Breaking down Super Bowl ads

By LOUIS LLOVIO, Published: February 5, 2009
 
Days after the Super Bowl had been decided, one argument rages on: Which commercial was best?
About 100 marketing and advertising experts gathered last night at Aurora restaurant in downtown Richmond for the seventh annual Ad Bowl to try to separate the winners from the losers. The Ad Bowl, sponsored by the Richmond chapter of the American Marketing Association, didn’t choose an ultimate champion, but the proceedings did make for a colorful discussion.
Barbara Dodd, (from left) of Barb Dodd Marketing, Peter Kaufman, president of The Hoople Group, and Terry Taylor, creative guide at Big River Advertising. CLEMENT BRITT/TIMES-DISPATCH
 
While Terry Taylor, a creative guide at Big River Advertising, and Neal Lappe, president of WebStrategies Inc., sat center stage leading the discussion, the post-happy hour crowd was not shy about sharing its opinions.
 
Peter Kaufman, president The Hoople Group, moderated the event.
The approximately 50 ads aired during the game on Sunday ranged from Ed McMahon pitching Cash4Gold to Bob Dylan hawking Pepsi, but the Ad Bowl focused on about 10 that were projected on the restaurant’s wall.
 
From Bud Light’s standard slapstick ad and Budweiser’s classic Dalmation, to the crystal ball tossing guys in the Doritos ad and a commercial for online video service Hulu that claimed watching TV would turn your brain to mush, the crowd cheered, grimaced and scratched their heads.
“If you remember the product and if the ad is memorable, then you have a good Super Bowl ad,” said Taylor.
 
The most popular ad of the evening for the group was a CareerBuilders.com ad about people hating their jobs.
 
It showed, in rapid repeated succession, a woman screaming, a stuffed animal getting punched and a guy in Speedos clipping his nails at his desk.
 
“Good God, that woman screaming is someone we all know,” Taylor said.
 
That familiarity is what makes the ad special, he said.
 
Lappe liked a Bud Light commercial that ran early in the game. The ad is set in a boardroom where employees are discussing ways to cut the budget. The man who suggests cutting Bud Light is tossed out the window, chair and all.
 
“It was short and sweet. It got a good laugh and helps you remember the product,” Lappe said.
Buying a spot during the game is an investment for companies that get not only a 30-second spot on the air, but the buzz that surrounds the Super Bowl.
 
Air time for this year’s Super Bowl on NBC cost $3 million for a half-minute. On any other day, the price of a prime-time network TV commercial averages about $122,000, according to independent media services agency TargetCast.
 
That $3 million buys a lot of exposure.
 
Nielsen Media Research reported yesterday that 98.7 million people watched Sunday’s game, making it the most-watched Super Bowl in history and the second most-watched show ever, only behind the “M*A*S*H” finale in 1983.
 
And for days before and after the game, the spots are dissected and discussed on major networks, newspapers and Web sites as much as the game.
 
“A good Super Bowl ad goes a long way,” Taylor said.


### Work instructions
Using the data below, find how many lines include the word "Nitrate" and report that figure alone.

Segment Start: Data for review

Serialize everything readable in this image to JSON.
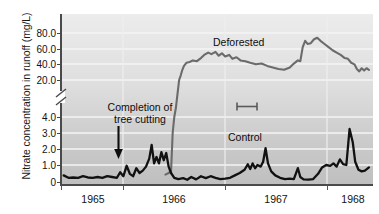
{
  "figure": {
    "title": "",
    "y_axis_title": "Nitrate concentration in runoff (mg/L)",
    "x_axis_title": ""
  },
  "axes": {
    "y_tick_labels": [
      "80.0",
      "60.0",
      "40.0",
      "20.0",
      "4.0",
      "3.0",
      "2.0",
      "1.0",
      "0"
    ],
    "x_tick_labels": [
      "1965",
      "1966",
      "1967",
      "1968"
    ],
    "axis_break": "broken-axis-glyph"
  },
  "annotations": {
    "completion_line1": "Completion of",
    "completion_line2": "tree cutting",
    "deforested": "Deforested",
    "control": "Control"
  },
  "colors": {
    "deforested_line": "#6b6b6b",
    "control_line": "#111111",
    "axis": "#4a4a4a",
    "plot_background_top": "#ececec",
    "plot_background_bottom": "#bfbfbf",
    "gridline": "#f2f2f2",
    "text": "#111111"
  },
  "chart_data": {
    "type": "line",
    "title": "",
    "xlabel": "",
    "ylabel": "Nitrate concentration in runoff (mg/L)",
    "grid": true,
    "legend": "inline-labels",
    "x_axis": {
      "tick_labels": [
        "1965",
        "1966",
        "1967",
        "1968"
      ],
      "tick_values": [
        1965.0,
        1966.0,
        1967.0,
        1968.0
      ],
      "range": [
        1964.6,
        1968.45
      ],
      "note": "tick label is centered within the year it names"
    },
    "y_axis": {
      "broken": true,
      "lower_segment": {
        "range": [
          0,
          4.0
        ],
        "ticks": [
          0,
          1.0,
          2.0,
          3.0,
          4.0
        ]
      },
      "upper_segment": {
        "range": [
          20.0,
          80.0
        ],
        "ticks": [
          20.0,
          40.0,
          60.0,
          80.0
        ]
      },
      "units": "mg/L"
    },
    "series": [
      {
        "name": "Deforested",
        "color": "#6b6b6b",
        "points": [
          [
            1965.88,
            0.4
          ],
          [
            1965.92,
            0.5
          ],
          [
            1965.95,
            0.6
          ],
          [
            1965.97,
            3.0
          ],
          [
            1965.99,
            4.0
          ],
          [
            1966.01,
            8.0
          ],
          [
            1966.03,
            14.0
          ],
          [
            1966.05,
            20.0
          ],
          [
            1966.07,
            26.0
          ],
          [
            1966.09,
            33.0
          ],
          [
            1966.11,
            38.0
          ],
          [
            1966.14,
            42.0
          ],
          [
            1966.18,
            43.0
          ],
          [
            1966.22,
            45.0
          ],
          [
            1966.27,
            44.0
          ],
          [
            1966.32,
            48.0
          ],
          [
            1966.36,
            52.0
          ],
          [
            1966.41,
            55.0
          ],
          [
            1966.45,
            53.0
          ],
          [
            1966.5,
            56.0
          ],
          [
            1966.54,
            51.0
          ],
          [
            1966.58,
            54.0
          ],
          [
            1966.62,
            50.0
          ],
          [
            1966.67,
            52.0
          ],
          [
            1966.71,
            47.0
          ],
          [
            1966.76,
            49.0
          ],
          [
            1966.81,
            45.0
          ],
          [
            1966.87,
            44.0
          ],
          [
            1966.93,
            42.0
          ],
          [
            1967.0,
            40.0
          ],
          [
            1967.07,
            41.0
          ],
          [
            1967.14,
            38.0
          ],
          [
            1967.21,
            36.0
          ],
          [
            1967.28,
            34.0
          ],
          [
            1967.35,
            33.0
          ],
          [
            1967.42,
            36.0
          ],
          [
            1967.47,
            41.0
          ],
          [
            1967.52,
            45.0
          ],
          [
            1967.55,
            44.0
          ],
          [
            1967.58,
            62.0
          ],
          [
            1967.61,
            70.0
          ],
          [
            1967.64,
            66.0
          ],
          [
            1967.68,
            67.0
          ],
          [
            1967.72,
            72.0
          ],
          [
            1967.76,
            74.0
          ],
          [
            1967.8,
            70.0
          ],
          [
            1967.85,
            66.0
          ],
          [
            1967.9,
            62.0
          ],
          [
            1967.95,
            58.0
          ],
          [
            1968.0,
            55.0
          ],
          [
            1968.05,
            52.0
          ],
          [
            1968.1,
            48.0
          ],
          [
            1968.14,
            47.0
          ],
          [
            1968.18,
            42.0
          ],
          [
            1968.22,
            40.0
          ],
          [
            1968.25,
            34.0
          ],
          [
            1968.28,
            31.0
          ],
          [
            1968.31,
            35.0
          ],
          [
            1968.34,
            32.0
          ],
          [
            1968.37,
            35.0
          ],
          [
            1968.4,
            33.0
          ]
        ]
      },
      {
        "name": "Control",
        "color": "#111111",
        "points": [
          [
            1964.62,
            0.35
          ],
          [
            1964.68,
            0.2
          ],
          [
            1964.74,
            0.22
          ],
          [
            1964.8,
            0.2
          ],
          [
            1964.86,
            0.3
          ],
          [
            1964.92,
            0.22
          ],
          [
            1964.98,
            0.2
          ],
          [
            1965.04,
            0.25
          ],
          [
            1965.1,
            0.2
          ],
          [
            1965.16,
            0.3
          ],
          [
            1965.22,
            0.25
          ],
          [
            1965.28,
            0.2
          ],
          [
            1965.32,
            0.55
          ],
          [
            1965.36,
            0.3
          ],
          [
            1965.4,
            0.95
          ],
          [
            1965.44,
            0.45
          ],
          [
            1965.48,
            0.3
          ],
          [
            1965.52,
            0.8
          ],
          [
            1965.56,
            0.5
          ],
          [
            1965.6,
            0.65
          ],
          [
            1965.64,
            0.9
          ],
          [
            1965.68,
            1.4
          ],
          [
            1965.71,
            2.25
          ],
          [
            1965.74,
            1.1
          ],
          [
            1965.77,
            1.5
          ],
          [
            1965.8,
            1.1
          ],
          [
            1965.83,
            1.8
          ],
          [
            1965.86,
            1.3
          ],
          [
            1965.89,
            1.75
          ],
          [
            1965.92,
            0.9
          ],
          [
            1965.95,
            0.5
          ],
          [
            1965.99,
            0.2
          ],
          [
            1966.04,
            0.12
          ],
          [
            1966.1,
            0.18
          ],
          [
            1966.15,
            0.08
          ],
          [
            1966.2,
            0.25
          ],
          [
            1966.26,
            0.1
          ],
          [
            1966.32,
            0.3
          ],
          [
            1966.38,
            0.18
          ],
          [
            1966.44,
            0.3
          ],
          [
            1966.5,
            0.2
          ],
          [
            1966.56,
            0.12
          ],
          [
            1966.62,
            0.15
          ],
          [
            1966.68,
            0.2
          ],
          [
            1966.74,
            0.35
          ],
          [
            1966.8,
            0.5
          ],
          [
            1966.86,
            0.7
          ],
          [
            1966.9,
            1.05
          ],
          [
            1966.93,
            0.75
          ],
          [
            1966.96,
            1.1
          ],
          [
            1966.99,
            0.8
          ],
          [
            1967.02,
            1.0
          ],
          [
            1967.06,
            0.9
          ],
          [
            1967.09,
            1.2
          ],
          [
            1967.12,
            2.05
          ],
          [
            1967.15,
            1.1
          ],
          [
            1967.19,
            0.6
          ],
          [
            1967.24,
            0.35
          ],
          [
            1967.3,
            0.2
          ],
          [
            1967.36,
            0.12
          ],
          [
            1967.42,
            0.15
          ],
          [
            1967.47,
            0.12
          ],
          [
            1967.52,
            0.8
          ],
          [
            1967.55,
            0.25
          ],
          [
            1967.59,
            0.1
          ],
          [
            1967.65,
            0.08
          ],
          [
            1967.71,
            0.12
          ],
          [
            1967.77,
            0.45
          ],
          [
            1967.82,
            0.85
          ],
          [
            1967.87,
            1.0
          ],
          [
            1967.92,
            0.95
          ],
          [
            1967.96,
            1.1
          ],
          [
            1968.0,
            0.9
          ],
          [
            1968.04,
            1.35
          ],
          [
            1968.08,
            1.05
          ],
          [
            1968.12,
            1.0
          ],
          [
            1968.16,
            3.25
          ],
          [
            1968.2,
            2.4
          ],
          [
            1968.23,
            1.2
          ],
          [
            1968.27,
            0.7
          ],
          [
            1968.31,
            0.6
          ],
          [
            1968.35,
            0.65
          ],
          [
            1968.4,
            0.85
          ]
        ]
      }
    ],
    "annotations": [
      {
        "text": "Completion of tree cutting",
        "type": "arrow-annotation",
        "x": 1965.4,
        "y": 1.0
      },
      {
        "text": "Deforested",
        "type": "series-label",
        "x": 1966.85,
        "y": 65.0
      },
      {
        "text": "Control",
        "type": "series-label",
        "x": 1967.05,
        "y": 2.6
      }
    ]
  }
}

Segment End: Data for review
Segment Start: Data for review

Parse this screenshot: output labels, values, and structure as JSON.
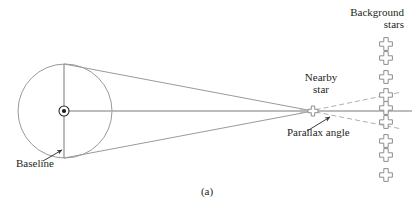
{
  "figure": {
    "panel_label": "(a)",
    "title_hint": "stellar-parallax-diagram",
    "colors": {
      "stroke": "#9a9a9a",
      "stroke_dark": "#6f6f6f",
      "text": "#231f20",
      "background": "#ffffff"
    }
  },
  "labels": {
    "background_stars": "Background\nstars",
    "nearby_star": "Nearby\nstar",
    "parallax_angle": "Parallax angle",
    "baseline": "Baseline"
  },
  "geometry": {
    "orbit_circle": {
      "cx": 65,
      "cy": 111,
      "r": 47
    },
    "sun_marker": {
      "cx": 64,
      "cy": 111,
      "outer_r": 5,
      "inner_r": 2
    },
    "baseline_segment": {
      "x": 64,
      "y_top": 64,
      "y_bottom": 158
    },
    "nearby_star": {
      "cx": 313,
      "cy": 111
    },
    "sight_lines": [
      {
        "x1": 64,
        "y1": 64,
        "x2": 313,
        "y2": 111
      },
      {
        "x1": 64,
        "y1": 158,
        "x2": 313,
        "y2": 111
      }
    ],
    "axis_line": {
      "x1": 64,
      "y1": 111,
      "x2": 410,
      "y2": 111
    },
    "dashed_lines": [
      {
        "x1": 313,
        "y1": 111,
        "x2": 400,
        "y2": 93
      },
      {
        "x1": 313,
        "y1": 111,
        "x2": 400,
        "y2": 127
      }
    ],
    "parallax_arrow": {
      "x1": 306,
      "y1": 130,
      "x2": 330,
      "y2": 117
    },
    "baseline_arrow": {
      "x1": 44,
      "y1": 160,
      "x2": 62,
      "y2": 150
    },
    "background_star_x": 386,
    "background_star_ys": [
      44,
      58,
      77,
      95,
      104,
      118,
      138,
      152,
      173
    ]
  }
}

Segment End: Data for review

### Exercise response
2